In practice commercial data does not seem to be that hard to get hold of. At least for academics in business schools, and I have not experienced problems gaining access to commercial data (but it is very hard finding a company willing to allow me to make an anonymised version of its data public). There are many evidence-based papers published using confidential data (i.e., data that cannot be made public).

I now think the reasons for non-evidence-based research are culture and preference for non-people based research.

In the academic world the software side of computing often has a strong association is mathematics departments (I know that in some universities it is in engineering). I have had several researchers tell me that it would raise eyebrows, if they started doing more people oriented research, because this kind of research is viewed as being the purview of other departments.

Software had its algorithm era, which is now long gone; but unfortunately, many academics still live in a world where the mindset of TEOCP holds sway.
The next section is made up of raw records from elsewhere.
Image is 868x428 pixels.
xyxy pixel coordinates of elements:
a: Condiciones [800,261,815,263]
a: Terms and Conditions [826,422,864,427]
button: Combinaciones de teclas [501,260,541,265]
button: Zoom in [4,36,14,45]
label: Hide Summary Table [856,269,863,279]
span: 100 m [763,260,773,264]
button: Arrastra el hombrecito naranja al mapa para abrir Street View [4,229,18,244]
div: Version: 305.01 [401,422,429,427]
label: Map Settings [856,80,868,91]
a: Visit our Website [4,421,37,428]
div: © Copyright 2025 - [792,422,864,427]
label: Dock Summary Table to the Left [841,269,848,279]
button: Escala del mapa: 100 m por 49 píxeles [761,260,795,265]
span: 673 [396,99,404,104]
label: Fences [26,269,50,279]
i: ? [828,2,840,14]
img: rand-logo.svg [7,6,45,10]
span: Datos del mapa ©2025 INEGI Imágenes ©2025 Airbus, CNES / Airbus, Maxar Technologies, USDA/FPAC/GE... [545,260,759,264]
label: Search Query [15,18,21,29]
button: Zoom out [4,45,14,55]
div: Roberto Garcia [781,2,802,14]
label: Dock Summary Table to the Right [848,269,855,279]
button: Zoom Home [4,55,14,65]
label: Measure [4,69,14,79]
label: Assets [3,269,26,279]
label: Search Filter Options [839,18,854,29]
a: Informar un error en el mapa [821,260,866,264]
Baffled looks are common, when I talk to software engineering academics. They are baffled by the idea that it is possible to run experiments in software engineering, and they are baffled by the idea of evidence-based theories. I am still struggling to understand the mindset that produces the arguments they make against the possibility of experiments and evidence being useful.

In the past I know that some researchers have had problems getting experiment-based papers published. Hopefully this problem is now in the past, given that empirical/experimental papers are becoming more common.

Max Planck, one of the founders of quantum mechanics, found that physicists trained in what we now call classical physics, were not willing to teach or adopt a quantum mechanics world view; Planck observed: “Science advances one funeral at a time”.